Even within the NFL, guaranteed money can be substantial. Nowhere is that more true than among quarterbacks, where 15 veterans have signed contracts of $50 million or more since 2009. The largest annual deal was the five-year $110 million extension signed by Green Bay Packers star Aaron Rodgers, which included $54 million in guarantees.

What is worth noting is how the performance of these big-money quarterbacks varies depending on how much of their contract is guaranteed.

Of the 15 quarterbacks, six have 40% or more of the contract guaranteed; the average passing rating for these "high guarantee" players was 5.8 points lower in the first year of their deal compared with the prior season.

Of the six quarterbacks with contracts guaranteeing 20%-39%, performance stayed about the same.

The best performing group was the quarterbacks whose contracts guaranteed less than 20%. On average, their quarterback ratings improved by 2.9 points in the season following the deal. Reigning league MVP Peyton Manning is among them.

Perhaps the most notorious NFL contract in recent history was signed by then-rookie Sam Bradford in 2010, when the Oklahoma Sooner star received $50 million in guarantees (64% of the total contract) from the St. Louis Rams. The deal caused such alarm that veteran players and management agreed on a new rookie pay scale for the following season. Bradford has had a middling NFL career.

Italian Peyton Manning

Rigid labor laws have left the eurozone without enough Peyton Mannings and too many Sam Bradfords. The result is dwindling productivity.

In Italy, the average worker is just 65% as productive as an American peer. That's one reason the business community is loath to hire full-time employees, opting for short-term contract workers instead.
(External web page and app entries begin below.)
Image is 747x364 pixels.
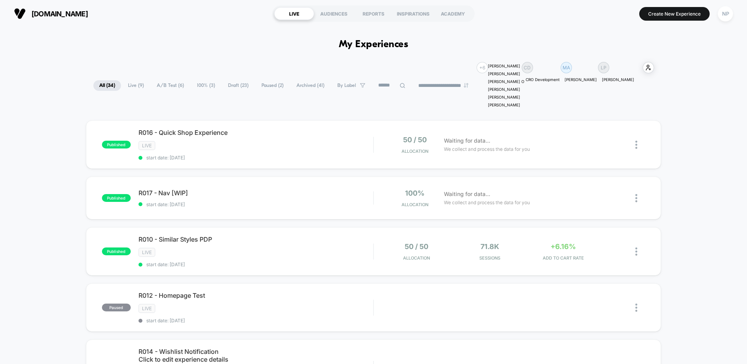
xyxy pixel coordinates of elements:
[403,135,427,144] span: 50 / 50
[222,80,255,91] span: Draft ( 23 )
[32,10,88,18] span: [DOMAIN_NAME]
[403,255,430,260] span: Allocation
[93,80,121,91] span: All ( 34 )
[636,194,638,202] img: close
[139,291,373,299] span: R012 - Homepage Test
[481,242,499,250] span: 71.8k
[102,194,131,202] span: published
[102,141,131,148] span: published
[354,7,394,20] div: REPORTS
[444,136,490,145] span: Waiting for data...
[405,242,429,250] span: 50 / 50
[314,7,354,20] div: AUDIENCES
[716,6,736,22] button: NP
[151,80,190,91] span: A/B Test ( 6 )
[524,65,531,70] p: CD
[464,83,469,88] img: end
[639,7,710,21] button: Create New Experience
[139,128,373,136] span: R016 - Quick Shop Experience
[526,77,560,82] p: CRO Development
[477,62,488,73] div: + 6
[402,202,429,207] span: Allocation
[601,65,607,70] p: LP
[122,80,150,91] span: Live ( 9 )
[402,148,429,154] span: Allocation
[139,235,373,243] span: R010 - Similar Styles PDP
[139,317,373,323] span: start date: [DATE]
[455,255,525,260] span: Sessions
[14,8,26,19] img: Visually logo
[602,77,634,82] p: [PERSON_NAME]
[291,80,330,91] span: Archived ( 41 )
[636,141,638,149] img: close
[433,7,473,20] div: ACADEMY
[405,189,425,197] span: 100%
[102,303,131,311] span: paused
[139,201,373,207] span: start date: [DATE]
[529,255,598,260] span: ADD TO CART RATE
[274,7,314,20] div: LIVE
[636,247,638,255] img: close
[139,141,155,150] span: LIVE
[551,242,576,250] span: +6.16%
[339,39,409,50] h1: My Experiences
[563,65,570,70] p: MA
[444,199,530,206] span: We collect and process the data for you
[636,303,638,311] img: close
[12,7,90,20] button: [DOMAIN_NAME]
[394,7,433,20] div: INSPIRATIONS
[256,80,290,91] span: Paused ( 2 )
[139,248,155,257] span: LIVE
[337,83,356,88] span: By Label
[139,355,365,363] div: Click to edit experience details
[191,80,221,91] span: 100% ( 3 )
[565,77,597,82] p: [PERSON_NAME]
[139,189,373,197] span: R017 - Nav [WIP]
[139,304,155,313] span: LIVE
[488,62,525,109] div: [PERSON_NAME] [PERSON_NAME] [PERSON_NAME] O [PERSON_NAME] [PERSON_NAME] [PERSON_NAME]
[139,155,373,160] span: start date: [DATE]
[718,6,733,21] div: NP
[102,247,131,255] span: published
[444,190,490,198] span: Waiting for data...
[139,261,373,267] span: start date: [DATE]
[444,145,530,153] span: We collect and process the data for you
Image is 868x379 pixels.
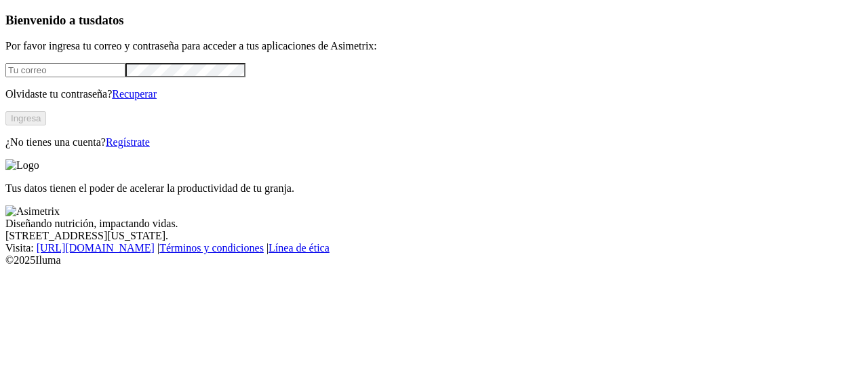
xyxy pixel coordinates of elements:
img: Logo [6,159,39,172]
a: Términos y condiciones [159,242,264,253]
p: ¿No tienes una cuenta? [6,136,862,149]
a: Recuperar [112,88,156,100]
input: Tu correo [6,63,126,78]
div: Visita : | | [6,242,862,254]
span: datos [95,13,124,27]
div: Diseñando nutrición, impactando vidas. [6,217,862,230]
button: Ingresa [6,111,46,126]
div: © 2025 Iluma [6,254,862,266]
h3: Bienvenido a tus [6,13,862,28]
a: Línea de ética [268,242,329,253]
img: Asimetrix [6,205,60,217]
p: Por favor ingresa tu correo y contraseña para acceder a tus aplicaciones de Asimetrix: [6,40,862,52]
div: [STREET_ADDRESS][US_STATE]. [6,230,862,242]
a: Regístrate [105,136,150,148]
p: Tus datos tienen el poder de acelerar la productividad de tu granja. [6,182,862,195]
a: [URL][DOMAIN_NAME] [37,242,154,253]
p: Olvidaste tu contraseña? [6,88,862,100]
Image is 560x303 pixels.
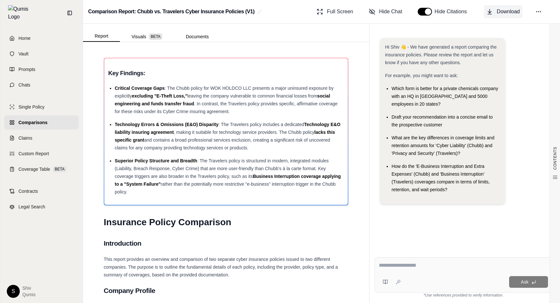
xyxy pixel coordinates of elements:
span: Draft your recommendation into a concise email to the prospective customer [392,114,493,127]
span: : The Chubb policy for WOK HOLDCO LLC presents a major uninsured exposure by explicitly [115,86,334,99]
h1: Insurance Policy Comparison [104,213,349,231]
span: BETA [53,166,66,172]
span: lacks this specific grant [115,130,335,143]
span: Technology Errors & Omissions (E&O) Disparity [115,122,219,127]
span: Contracts [18,188,38,195]
span: CONTENTS [553,147,558,170]
button: Collapse sidebar [65,8,75,18]
span: Shiv [22,285,35,291]
button: Ask [509,276,548,288]
span: Superior Policy Structure and Breadth [115,158,197,163]
h2: Comparison Report: Chubb vs. Travelers Cyber Insurance Policies (V1) [88,6,255,18]
span: Critical Coverage Gaps [115,86,165,91]
span: Comparisons [18,119,47,126]
span: Custom Report [18,150,49,157]
span: : The Travelers policy is structured in modern, integrated modules (Liability, Breach Response, C... [115,158,329,179]
span: excluding "E-Theft Loss," [132,93,187,99]
button: Download [484,5,523,18]
span: leaving the company vulnerable to common financial losses from [187,93,317,99]
div: *Use references provided to verify information. [375,293,552,298]
a: Single Policy [4,100,79,114]
span: How do the 'E-Business Interruption and Extra Expenses' (Chubb) and 'Business Interruption' (Trav... [392,164,490,192]
a: Coverage TableBETA [4,162,79,176]
span: BETA [149,33,162,40]
a: Home [4,31,79,45]
div: S [7,285,20,298]
span: Download [497,8,520,16]
a: Comparisons [4,115,79,130]
button: Hide Chat [366,5,405,18]
h2: Company Profile [104,284,349,298]
span: rather than the potentially more restrictive "e-business" interruption trigger in the Chubb policy. [115,182,336,195]
span: This report provides an overview and comparison of two separate cyber insurance policies issued t... [104,257,338,278]
span: Vault [18,51,29,57]
span: Full Screen [327,8,353,16]
span: Qumis [22,291,35,298]
span: For example, you might want to ask: [385,73,458,78]
button: Full Screen [314,5,356,18]
a: Vault [4,47,79,61]
button: Documents [174,31,220,42]
img: Qumis Logo [8,5,32,21]
span: Home [18,35,30,41]
span: What are the key differences in coverage limits and retention amounts for 'Cyber Liability' (Chub... [392,135,494,156]
span: Ask [521,279,528,285]
a: Contracts [4,184,79,198]
span: Legal Search [18,204,45,210]
span: Claims [18,135,32,141]
span: Prompts [18,66,35,73]
span: Single Policy [18,104,44,110]
span: Hide Citations [435,8,471,16]
span: Which form is better for a private chemicals company with an HQ in [GEOGRAPHIC_DATA] and 5000 emp... [392,86,498,107]
a: Chats [4,78,79,92]
a: Prompts [4,62,79,77]
button: Visuals [120,31,174,42]
span: Hi Shiv 👋 - We have generated a report comparing the insurance policies. Please review the report... [385,44,497,65]
span: Chats [18,82,30,88]
span: Coverage Table [18,166,50,172]
span: : The Travelers policy includes a dedicated [219,122,304,127]
a: Custom Report [4,147,79,161]
h2: Introduction [104,237,349,250]
a: Claims [4,131,79,145]
a: Legal Search [4,200,79,214]
span: Hide Chat [379,8,402,16]
span: and contains a broad professional services exclusion, creating a significant risk of uncovered cl... [115,137,330,150]
span: . In contrast, the Travelers policy provides specific, affirmative coverage for these risks under... [115,101,338,114]
button: Report [83,31,120,42]
span: , making it suitable for technology service providers. The Chubb policy [174,130,314,135]
h3: Key Findings: [108,67,344,79]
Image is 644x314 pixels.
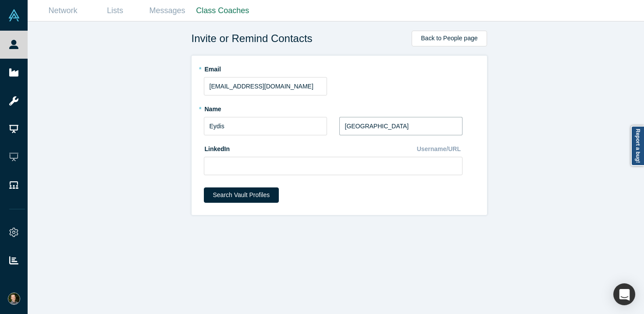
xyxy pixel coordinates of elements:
input: Firstname [204,117,327,136]
a: Network [37,1,89,21]
button: Search Vault Profiles [204,187,279,202]
a: Messages [141,1,193,21]
a: Back to People page [411,30,487,46]
input: Lastname [339,117,463,136]
label: LinkedIn [204,141,230,153]
img: Ido Sarig's Account [8,292,20,305]
span: Invite or Remind Contacts [192,30,313,46]
a: Report a bug! [631,126,644,166]
img: Alchemist Vault Logo [8,9,20,21]
a: Lists [89,1,141,21]
label: Email [204,61,475,74]
label: Name [204,102,327,114]
div: Username/URL [417,141,463,157]
a: Class Coaches [193,1,252,21]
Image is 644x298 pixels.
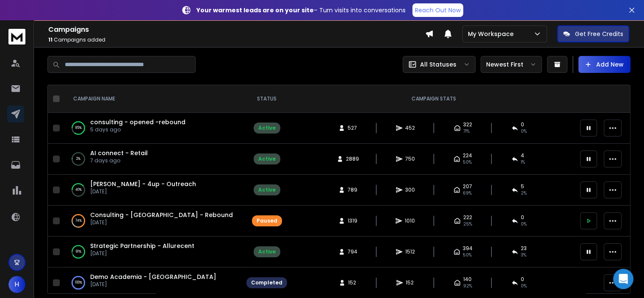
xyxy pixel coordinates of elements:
p: [DATE] [90,281,216,288]
a: AI connect - Retail [90,149,147,157]
a: Consulting - [GEOGRAPHIC_DATA] - Rebound [90,211,233,219]
span: 92 % [463,283,472,289]
div: Active [258,156,276,162]
td: 74%Consulting - [GEOGRAPHIC_DATA] - Rebound[DATE] [63,206,241,236]
span: 0 [521,276,524,283]
th: CAMPAIGN STATS [292,85,575,113]
span: 0 % [521,221,527,228]
span: 1010 [405,217,415,224]
span: 207 [463,183,472,190]
div: Active [258,125,276,131]
span: 69 % [463,190,472,197]
strong: Your warmest leads are on your site [197,6,314,15]
span: 300 [405,186,415,193]
div: Active [258,186,276,193]
span: 1319 [348,217,357,224]
span: 0 % [521,128,527,135]
span: 322 [463,121,472,128]
a: Strategic Partnership - Allurecent [90,241,194,250]
div: Paused [257,217,277,224]
span: 50 % [463,252,472,258]
a: [PERSON_NAME] - 4up - Outreach [90,180,196,188]
span: 0 [521,121,524,128]
button: Newest First [480,56,542,73]
p: [DATE] [90,250,194,257]
span: 527 [348,125,357,131]
span: 23 [521,245,527,252]
a: Reach Out Now [412,4,463,17]
span: 794 [348,248,357,255]
p: [DATE] [90,219,233,226]
p: My Workspace [468,29,517,38]
span: 50 % [463,159,472,166]
span: 789 [348,186,357,193]
span: 0 [521,214,524,221]
td: 85%consulting - opened -rebound5 days ago [63,113,241,144]
div: Completed [251,279,282,286]
p: 5 days ago [90,126,186,133]
span: 3 % [521,252,526,258]
div: Open Intercom Messenger [613,269,633,289]
span: 222 [463,214,472,221]
td: 40%[PERSON_NAME] - 4up - Outreach[DATE] [63,175,241,206]
p: 91 % [76,247,81,256]
p: 85 % [76,124,81,132]
p: 40 % [76,186,81,194]
p: All Statuses [420,60,456,68]
th: CAMPAIGN NAME [63,85,241,113]
span: 0 % [521,283,527,289]
button: Add New [578,56,630,73]
span: 11 [48,36,53,43]
span: 452 [405,125,415,131]
button: H [9,276,26,293]
span: 5 [521,183,524,190]
span: 152 [348,279,356,286]
span: 4 [521,152,524,159]
div: Active [258,248,276,255]
span: 25 % [463,221,472,228]
p: – Turn visits into conversations [197,6,406,15]
span: 2 % [521,190,527,197]
p: Campaigns added [48,37,425,43]
a: consulting - opened -rebound [90,117,186,126]
img: logo [9,29,26,45]
th: STATUS [241,85,292,113]
span: 1512 [405,248,415,255]
span: 224 [463,152,472,159]
span: 1 % [521,159,525,166]
p: 7 days ago [90,157,147,164]
p: 2 % [76,155,81,163]
span: 2889 [345,156,359,162]
span: 140 [463,276,472,283]
span: 152 [406,279,414,286]
td: 2%AI connect - Retail7 days ago [63,144,241,175]
span: 71 % [463,128,469,135]
p: 74 % [76,217,81,225]
button: Get Free Credits [557,26,629,43]
a: Demo Academia - [GEOGRAPHIC_DATA] [90,272,216,281]
p: 100 % [75,278,82,287]
span: 394 [463,245,472,252]
td: 91%Strategic Partnership - Allurecent[DATE] [63,236,241,267]
span: 750 [405,156,415,162]
p: Get Free Credits [575,29,623,38]
p: [DATE] [90,188,196,195]
h1: Campaigns [48,24,425,34]
p: Reach Out Now [415,6,461,15]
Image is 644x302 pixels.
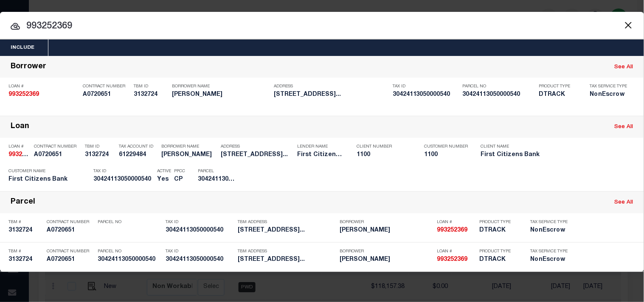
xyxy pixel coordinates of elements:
[340,227,433,234] h5: FREDERICK C MAYNARD
[539,84,577,89] p: Product Type
[157,176,170,183] h5: Yes
[615,65,634,70] a: See All
[297,144,344,149] p: Lender Name
[8,152,39,158] strong: 993252369
[134,91,168,98] h5: 3132724
[437,249,475,254] p: Loan #
[94,176,153,183] h5: 30424113050000540
[97,249,161,254] p: Parcel No
[425,152,467,159] h5: 1100
[480,249,518,254] p: Product Type
[119,152,157,159] h5: 61229484
[357,152,412,159] h5: 1100
[34,144,80,149] p: Contract Number
[85,144,115,149] p: TBM ID
[8,91,79,98] h5: 993252369
[166,227,233,234] h5: 30424113050000540
[393,84,459,89] p: Tax ID
[172,84,270,89] p: Borrower Name
[340,249,433,254] p: Borrower
[166,220,233,225] p: Tax ID
[174,176,185,183] h5: CP
[10,62,46,72] div: Borrower
[623,20,634,31] button: Close
[47,227,94,234] h5: A0720651
[166,249,233,254] p: Tax ID
[221,144,293,149] p: Address
[134,84,168,89] p: TBM ID
[8,84,79,89] p: Loan #
[47,220,94,225] p: Contract Number
[166,256,233,264] h5: 30424113050000540
[481,152,553,159] h5: First Citizens Bank
[157,169,171,174] p: Active
[238,220,335,225] p: TBM Address
[437,256,475,264] h5: 993252369
[425,144,468,149] p: Customer Number
[34,152,80,159] h5: A0720651
[437,220,475,225] p: Loan #
[480,220,518,225] p: Product Type
[47,256,94,264] h5: A0720651
[274,84,388,89] p: Address
[481,144,553,149] p: Client Name
[590,91,633,98] h5: NonEscrow
[393,91,459,98] h5: 30424113050000540
[8,220,42,225] p: TBM #
[463,91,535,98] h5: 30424113050000540
[8,92,39,97] strong: 993252369
[198,176,236,183] h5: 30424113050000540
[238,249,335,254] p: TBM Address
[97,220,161,225] p: Parcel No
[357,144,412,149] p: Client Number
[8,249,42,254] p: TBM #
[119,144,157,149] p: Tax Account ID
[198,169,236,174] p: Parcel
[238,227,335,234] h5: 128 WEST VILLAGE WAY JUPITER FL...
[238,256,335,264] h5: 128 WEST VILLAGE WAY JUPITER FL...
[437,257,468,263] strong: 993252369
[437,227,468,233] strong: 993252369
[340,256,433,264] h5: FREDERICK C MAYNARD
[83,91,129,98] h5: A0720651
[463,84,535,89] p: Parcel No
[480,256,518,264] h5: DTRACK
[531,249,569,254] p: Tax Service Type
[221,152,293,159] h5: 128 WEST VILLAGE WAY JUPITER FL...
[590,84,633,89] p: Tax Service Type
[8,227,42,234] h5: 3132724
[274,91,388,98] h5: 128 WEST VILLAGE WAY JUPITER FL...
[297,152,344,159] h5: First Citizens Bank
[340,220,433,225] p: Borrower
[172,91,270,98] h5: FREDERICK C MAYNARD
[531,220,569,225] p: Tax Service Type
[539,91,577,98] h5: DTRACK
[8,256,42,264] h5: 3132724
[437,227,475,234] h5: 993252369
[161,144,216,149] p: Borrower Name
[174,169,185,174] p: PPCC
[94,169,153,174] p: Tax ID
[615,200,634,205] a: See All
[10,198,35,208] div: Parcel
[531,256,569,264] h5: NonEscrow
[8,144,30,149] p: Loan #
[8,176,80,183] h5: First Citizens Bank
[97,256,161,264] h5: 30424113050000540
[47,249,94,254] p: Contract Number
[8,152,30,159] h5: 993252369
[161,152,216,159] h5: FREDERICK MAYNARD
[615,124,634,130] a: See All
[10,122,29,132] div: Loan
[531,227,569,234] h5: NonEscrow
[85,152,115,159] h5: 3132724
[480,227,518,234] h5: DTRACK
[83,84,129,89] p: Contract Number
[8,169,80,174] p: Customer Name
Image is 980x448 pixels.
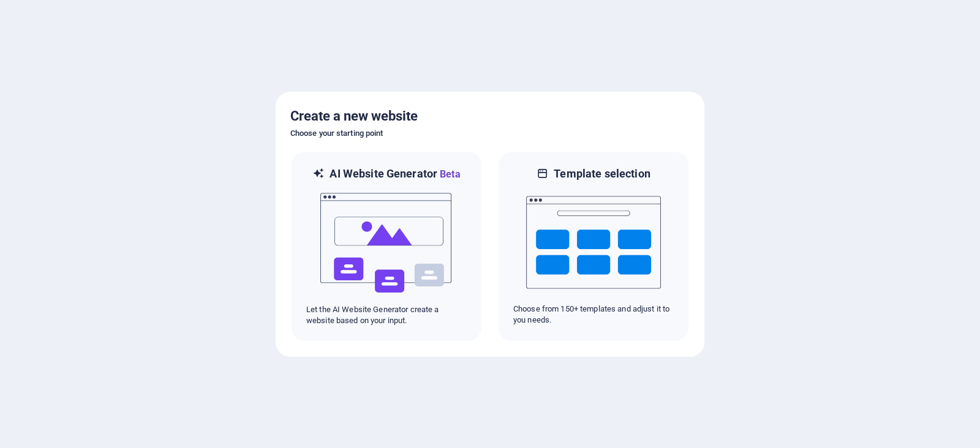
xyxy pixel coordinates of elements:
[330,167,460,182] h6: AI Website Generator
[553,167,650,181] h6: Template selection
[307,304,467,326] p: Let the AI Website Generator create a website based on your input.
[513,303,673,326] p: Choose from 150+ templates and adjust it to you needs.
[290,150,483,342] div: AI Website GeneratorBetaaiLet the AI Website Generator create a website based on your input.
[290,126,689,141] h6: Choose your starting point
[290,106,689,126] h5: Create a new website
[497,150,689,342] div: Template selectionChoose from 150+ templates and adjust it to you needs.
[319,182,454,304] img: ai
[437,168,460,180] span: Beta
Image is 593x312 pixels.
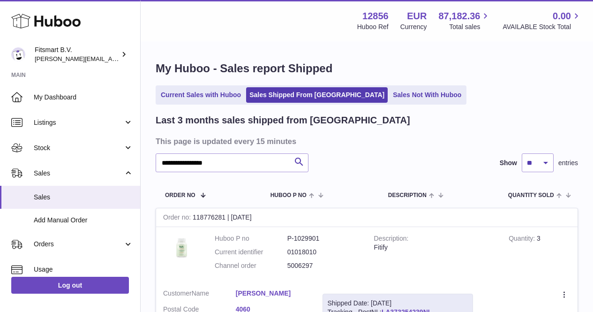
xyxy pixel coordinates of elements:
dd: 5006297 [287,261,360,270]
a: 87,182.36 Total sales [438,10,491,31]
span: Add Manual Order [34,216,133,224]
span: My Dashboard [34,93,133,102]
strong: Description [374,234,409,244]
span: 87,182.36 [438,10,480,22]
h3: This page is updated every 15 minutes [156,136,576,146]
dt: Huboo P no [215,234,287,243]
span: 0.00 [553,10,571,22]
span: [PERSON_NAME][EMAIL_ADDRESS][DOMAIN_NAME] [35,55,188,62]
dt: Channel order [215,261,287,270]
span: Listings [34,118,123,127]
strong: 12856 [362,10,389,22]
div: 118776281 | [DATE] [156,208,577,227]
strong: Quantity [508,234,537,244]
dt: Name [163,289,236,300]
span: Description [388,192,426,198]
span: Total sales [449,22,491,31]
a: 0.00 AVAILABLE Stock Total [502,10,582,31]
a: [PERSON_NAME] [236,289,308,298]
strong: EUR [407,10,426,22]
h1: My Huboo - Sales report Shipped [156,61,578,76]
div: Currency [400,22,427,31]
h2: Last 3 months sales shipped from [GEOGRAPHIC_DATA] [156,114,410,127]
span: AVAILABLE Stock Total [502,22,582,31]
div: Huboo Ref [357,22,389,31]
span: Quantity Sold [508,192,554,198]
span: Order No [165,192,195,198]
img: 128561739542540.png [163,234,201,261]
a: Sales Shipped From [GEOGRAPHIC_DATA] [246,87,388,103]
div: Fitify [374,243,495,252]
span: Orders [34,239,123,248]
strong: Order no [163,213,193,223]
td: 3 [501,227,577,282]
span: entries [558,158,578,167]
a: Sales Not With Huboo [389,87,464,103]
dd: 01018010 [287,247,360,256]
span: Usage [34,265,133,274]
span: Customer [163,289,192,297]
a: Current Sales with Huboo [157,87,244,103]
div: Shipped Date: [DATE] [328,299,468,307]
dt: Current identifier [215,247,287,256]
dd: P-1029901 [287,234,360,243]
a: Log out [11,277,129,293]
span: Sales [34,193,133,202]
span: Huboo P no [270,192,306,198]
img: jonathan@leaderoo.com [11,47,25,61]
div: Fitsmart B.V. [35,45,119,63]
span: Stock [34,143,123,152]
label: Show [500,158,517,167]
span: Sales [34,169,123,178]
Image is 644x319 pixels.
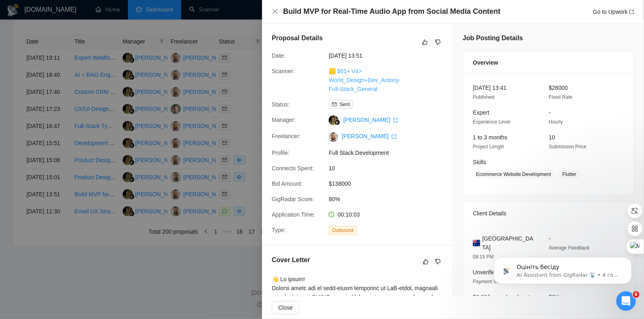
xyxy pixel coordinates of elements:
span: Application Time: [272,211,316,218]
span: Unverified [473,269,499,275]
span: Ecommerce Website Development [473,170,555,179]
span: Sent [340,102,350,107]
span: GigRadar Score: [272,196,314,203]
span: Experience Level [473,119,510,125]
span: Outbound [329,226,357,235]
span: Connects Spent: [272,165,314,172]
button: like [421,38,430,47]
span: export [393,118,398,123]
h5: Job Posting Details [463,33,523,43]
button: dislike [433,38,443,47]
span: Project Length [473,144,504,150]
iframe: Intercom notifications повідомлення [482,240,644,297]
span: export [392,134,397,139]
span: Scanner: [272,68,295,75]
span: 1 to 3 months [473,134,508,141]
span: 10 [329,164,451,173]
span: Type: [272,227,286,233]
span: close [272,8,279,15]
span: 08:15 PM [473,254,494,260]
span: 00:10:03 [338,211,360,218]
span: Expert [473,109,489,116]
span: Freelancer: [272,133,301,140]
span: Overview [473,58,498,67]
iframe: Intercom live chat [616,291,636,311]
span: like [422,39,428,45]
span: Full Stack Development [329,148,451,157]
span: Profile: [272,150,290,156]
span: Date: [272,52,285,59]
span: Hourly [549,119,563,125]
a: 🟨 $61+ V4> World_Design+Dev_Antony-Full-Stack_General [329,68,401,92]
span: Flutter [560,170,580,179]
span: Fixed Rate [549,94,573,100]
h5: Cover Letter [272,256,310,265]
a: [PERSON_NAME] export [343,116,398,123]
img: gigradar-bm.png [334,120,340,125]
span: dislike [435,39,441,45]
span: $28000 [549,84,568,91]
span: Submission Price [549,144,587,150]
a: Go to Upworkexport [593,8,635,15]
span: - [549,109,551,116]
img: 🇦🇺 [473,238,481,248]
span: [GEOGRAPHIC_DATA] [482,234,536,252]
span: $138000 [329,179,451,188]
span: 10 [549,134,556,141]
button: like [421,257,431,267]
span: like [423,258,429,265]
span: Status: [272,101,290,108]
span: [DATE] 13:51 [329,51,451,60]
span: Payment Verification [473,279,518,285]
button: Close [272,301,300,314]
span: Published [473,94,494,100]
button: Close [272,8,279,15]
span: [DATE] 13:41 [473,84,507,91]
h5: Proposal Details [272,33,323,43]
span: 6 [634,291,640,298]
span: Manager: [272,116,296,123]
img: c1EdVDWMVQr1lpt7ehsxpggzDcEjddpi9p6nsYEs_AGjo7yuOIakTlCG2hAR9RSKoo [329,132,339,142]
span: dislike [435,258,441,265]
div: Client Details [473,203,624,225]
span: mail [332,102,337,107]
span: Skills [473,159,487,166]
button: dislike [433,257,443,267]
a: [PERSON_NAME] export [342,133,397,140]
span: Bid Amount: [272,180,303,187]
span: clock-circle [329,212,334,217]
span: - [549,235,551,242]
span: Close [279,303,293,312]
span: 80% [329,195,451,204]
span: export [630,9,635,14]
h4: Build MVP for Real-Time Audio App from Social Media Content [283,7,501,17]
span: $0.00/hr avg hourly rate paid [473,294,533,310]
One critical advantage young job seekers typically have is their willingness to accept lower wages in exchange for training and a foot in the door. But within Italy and several of its eurozone peers, work contracts are negotiated nationally, with union leaders and employers setting standard wages for entire professions. When combined with the permanent contracts cited above, this forces unseasoned workers into an unfortunate Catch-22: They need more experience to justify the higher standard wage, but they're unable to gain that experience because the higher wage makes them unattractive hires.

In this vein, the story of another quarterback is instructive. He was the 199th player chosen in the 2000 NFL draft and was fourth-string his rookie season. He was elevated to the backup roll in 2001 in large part because he was cheaper than alternatives. When the starting quarterback was injured in the season's second game, the backup took the reins and never looked back.

He would lead the team to its first Super Bowl title less than five months later. This quarterback was Tom Brady, and had he been forced to demand the $1 million league average instead of his meager $315,000, he never would have had the chance.

Italy and Europe have millions of young Tom Bradys, workers with vast potential but little experience. The question is whether leaders such as Italy's Matteo Renzi can get them into the game.

Matthew Schoenfeld works for Driehaus Capital Management,where he focuses on risk arbitrage.